The Washington Times
Friday, September 22, 2000
Yugoslav court rules Clinton war criminal
By Aleksandar Vasovic
ASSOCIATED PRESS
BELGRADE, Yugoslavia - A Belgrade court yesterday found President Clinton and other world leaders guilty of war crimes and sentenced them - in absentia - to 20 years in prison for NATO's bombing campaign against Yugoslavia.
The four-day trial was held in an attempt to resurrect anti-NATO sentiment here and win votes for President Slobodan Milosevic in advance of Sunday's elections.
The charges, listed in a 120-page indictment, included "inciting an aggressive war and committing war crimes against a civilian population," as well as use of illegal means of warfare, attempted murder and "violation of the territorial integrity" of Yugoslavia.
Belgrade's district court pronounced Mr. Clinton and 13 other leaders and NATO officials "guilty as charged" and ordered warrants issued immediately for their arrest.
Court-appointed lawyers were hired to represent the defendants. As each 20-year sentence was read aloud, the crowd behind a row of 14 empty chairs bearing nameplates of the accused stood and applauded.
"The accused were fully conscious of their actions. They perpetrated the socially most dangerous acts," presiding Judge Veroljub Raketic told about 100 spectators and media representatives present at the sentencing.
Mr. Clinton, Secretary of State Madeleine K. Albright, Defense Secretary William S. Cohen, German Chancellor Gerhard Schroeder, British Prime Minister Tony Blair and French President Jacques Chirac, as well as NATO former Secretary-General Javier Solana and retired commander Gen. Wesley Clark, all were accused last month of war crimes connected with the 78-day 1999 bombing campaign.
In theory, a third country could also arrest any of the defendants and send them to Yugoslavia to face that country's legal system, as Britain considered doing in the case of former Chilean President Augusto Pinochet. However, that is considered unlikely as Yugoslavia has no allies that would dare to anger the Western powers in this way.
The show trials turn the tables on the West, which secured Mr. Milosevic's indictment by an international tribunal on Balkan war crimes in May 1999 and has threatened to seek his arrest if he ventures outside Yugoslavia.
A U.S. official said this week the United States also is seeking an appropriate forum where Iraqi President Saddam Hussein can be indicted and tried for crimes against humanity.
At the Belgrade trial, Judge Raketic declared that the accused "had been notified and summoned to this trial through their attorneys, but they have ignored this court, either because they were afraid of it or they were fully aware of their guilt."
The Belgrade judge also ordered the defendants to pay the cost of the trial and pronounced NATO guilty of the deaths of 546 Yugoslav army soldiers, 138 Serbian policemen and 504 civilians - 88 of them children.
Yugoslavia suffered heavily in the bombing, conducted last year to halt Mr. Milosevic's crackdown on ethnic Albanians in Kosovo.
Mr. Milosevic has campaigned on a mixture of anti-NATO slogans and self-awarded kudos for leading the country's "heroic reconstruction" after the bombing, apparently in the hope this will translate into votes on Sunday.
During the trial, footage of the NATO bombing was shown, but no witnesses testified because the list of plaintiffs included "all citizens of Yugoslavia.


Task objective
A single number is the answer: the count of lines below that contain "steadily".

Dataset rows about figures

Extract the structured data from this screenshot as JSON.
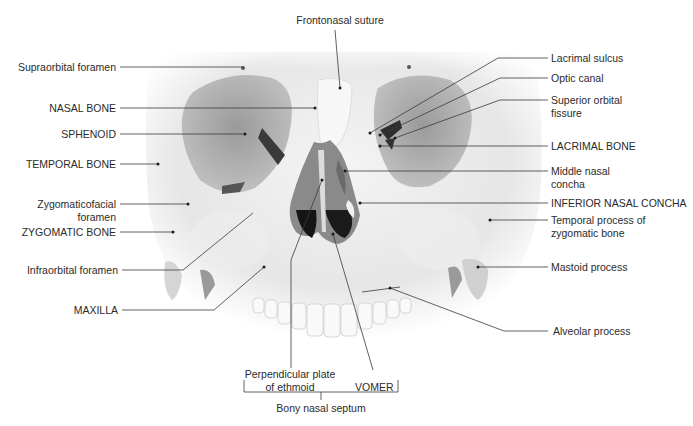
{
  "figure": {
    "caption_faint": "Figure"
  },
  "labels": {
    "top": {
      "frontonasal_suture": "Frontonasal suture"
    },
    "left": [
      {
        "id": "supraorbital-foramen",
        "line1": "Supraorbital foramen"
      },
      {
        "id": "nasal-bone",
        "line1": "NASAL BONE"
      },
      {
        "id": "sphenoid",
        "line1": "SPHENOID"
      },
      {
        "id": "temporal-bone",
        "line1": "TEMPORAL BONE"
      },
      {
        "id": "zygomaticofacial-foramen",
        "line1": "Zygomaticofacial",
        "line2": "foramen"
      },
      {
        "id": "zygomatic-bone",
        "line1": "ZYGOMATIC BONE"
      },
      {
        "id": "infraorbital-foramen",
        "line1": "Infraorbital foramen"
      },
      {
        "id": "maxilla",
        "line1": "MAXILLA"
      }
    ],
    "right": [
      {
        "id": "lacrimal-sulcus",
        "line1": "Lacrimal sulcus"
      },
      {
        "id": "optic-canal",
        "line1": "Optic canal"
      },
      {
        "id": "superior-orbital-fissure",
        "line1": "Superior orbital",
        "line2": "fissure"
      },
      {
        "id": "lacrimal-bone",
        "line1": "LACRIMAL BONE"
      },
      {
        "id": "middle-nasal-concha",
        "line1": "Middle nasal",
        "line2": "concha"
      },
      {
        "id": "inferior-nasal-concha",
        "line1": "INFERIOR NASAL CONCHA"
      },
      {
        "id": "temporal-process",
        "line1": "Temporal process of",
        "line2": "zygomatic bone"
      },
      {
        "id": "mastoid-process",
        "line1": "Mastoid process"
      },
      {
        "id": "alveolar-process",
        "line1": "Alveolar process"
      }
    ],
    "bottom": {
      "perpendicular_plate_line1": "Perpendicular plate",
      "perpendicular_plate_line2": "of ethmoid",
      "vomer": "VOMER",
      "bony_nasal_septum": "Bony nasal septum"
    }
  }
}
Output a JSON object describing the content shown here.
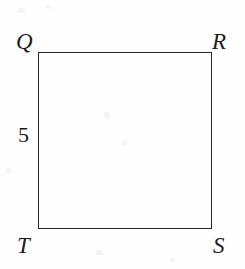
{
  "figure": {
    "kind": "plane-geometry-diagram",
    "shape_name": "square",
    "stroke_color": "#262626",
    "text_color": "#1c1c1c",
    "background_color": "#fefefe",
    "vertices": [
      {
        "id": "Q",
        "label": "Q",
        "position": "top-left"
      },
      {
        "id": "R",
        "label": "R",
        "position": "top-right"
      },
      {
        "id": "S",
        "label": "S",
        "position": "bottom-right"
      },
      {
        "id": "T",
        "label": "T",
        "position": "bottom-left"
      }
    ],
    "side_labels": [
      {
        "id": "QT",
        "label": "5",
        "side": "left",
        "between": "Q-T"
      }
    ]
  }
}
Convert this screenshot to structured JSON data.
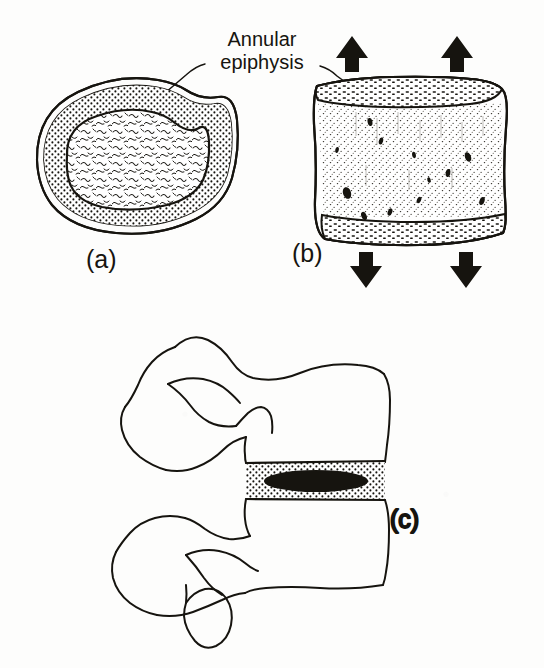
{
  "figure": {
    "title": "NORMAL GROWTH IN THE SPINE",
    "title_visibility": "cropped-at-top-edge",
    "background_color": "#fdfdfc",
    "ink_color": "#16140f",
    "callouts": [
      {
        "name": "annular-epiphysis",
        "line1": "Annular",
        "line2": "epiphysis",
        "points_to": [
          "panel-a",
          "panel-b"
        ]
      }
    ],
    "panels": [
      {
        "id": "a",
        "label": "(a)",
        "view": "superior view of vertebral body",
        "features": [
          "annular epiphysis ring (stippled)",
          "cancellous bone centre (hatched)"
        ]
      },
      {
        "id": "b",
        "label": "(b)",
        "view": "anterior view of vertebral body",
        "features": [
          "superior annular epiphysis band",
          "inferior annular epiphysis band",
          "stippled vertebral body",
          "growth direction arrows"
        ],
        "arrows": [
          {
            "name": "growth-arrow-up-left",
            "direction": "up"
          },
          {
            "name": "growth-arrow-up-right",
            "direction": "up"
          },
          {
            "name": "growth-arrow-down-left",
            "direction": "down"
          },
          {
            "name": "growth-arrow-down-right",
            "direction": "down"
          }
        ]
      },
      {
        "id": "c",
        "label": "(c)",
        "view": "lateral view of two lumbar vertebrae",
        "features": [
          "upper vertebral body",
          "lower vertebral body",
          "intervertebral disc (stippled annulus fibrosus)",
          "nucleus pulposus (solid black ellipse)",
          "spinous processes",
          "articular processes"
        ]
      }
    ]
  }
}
--
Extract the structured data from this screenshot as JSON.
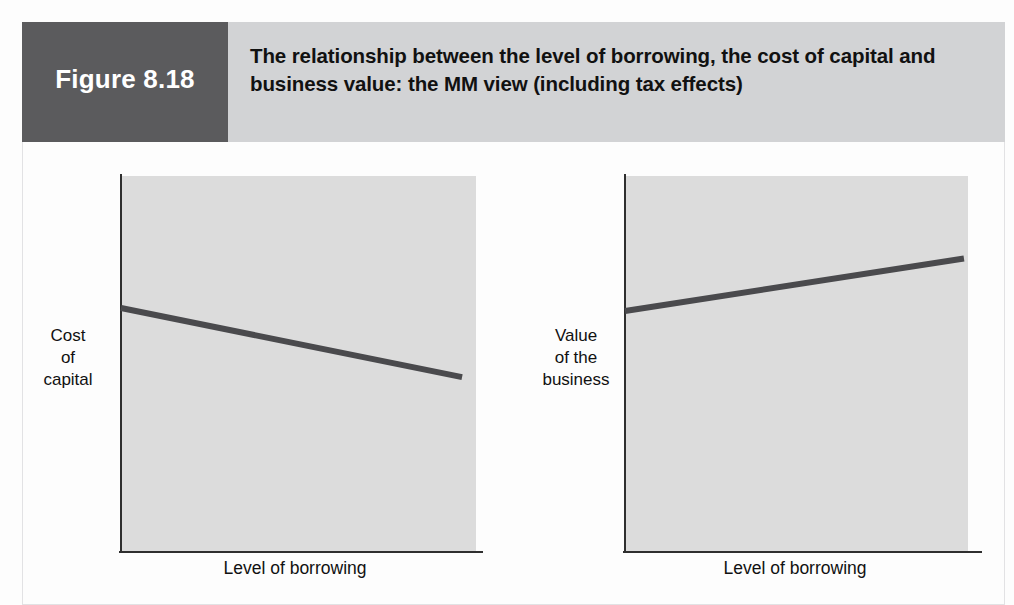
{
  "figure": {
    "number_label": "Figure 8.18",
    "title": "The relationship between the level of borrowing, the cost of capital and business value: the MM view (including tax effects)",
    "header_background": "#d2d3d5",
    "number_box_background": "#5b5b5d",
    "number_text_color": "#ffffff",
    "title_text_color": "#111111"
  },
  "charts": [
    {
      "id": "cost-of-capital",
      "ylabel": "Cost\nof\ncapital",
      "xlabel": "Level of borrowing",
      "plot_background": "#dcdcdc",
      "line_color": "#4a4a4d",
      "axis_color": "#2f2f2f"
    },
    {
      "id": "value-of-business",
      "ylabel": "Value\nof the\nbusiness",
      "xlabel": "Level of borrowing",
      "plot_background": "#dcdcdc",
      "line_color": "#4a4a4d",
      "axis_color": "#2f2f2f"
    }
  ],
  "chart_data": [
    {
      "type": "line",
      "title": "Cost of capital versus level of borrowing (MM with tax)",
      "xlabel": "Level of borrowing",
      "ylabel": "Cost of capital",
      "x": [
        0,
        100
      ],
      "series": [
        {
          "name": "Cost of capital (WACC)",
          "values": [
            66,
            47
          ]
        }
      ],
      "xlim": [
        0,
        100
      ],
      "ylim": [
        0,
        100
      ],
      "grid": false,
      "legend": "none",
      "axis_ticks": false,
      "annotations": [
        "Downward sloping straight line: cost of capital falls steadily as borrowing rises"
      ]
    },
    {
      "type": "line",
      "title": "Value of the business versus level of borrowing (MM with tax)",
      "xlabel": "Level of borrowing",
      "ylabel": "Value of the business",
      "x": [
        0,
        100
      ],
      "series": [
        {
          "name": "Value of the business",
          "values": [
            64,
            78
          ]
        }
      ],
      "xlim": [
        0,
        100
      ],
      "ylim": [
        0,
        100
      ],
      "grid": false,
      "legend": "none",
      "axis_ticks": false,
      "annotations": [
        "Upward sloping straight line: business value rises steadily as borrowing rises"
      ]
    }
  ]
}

Result for this task
2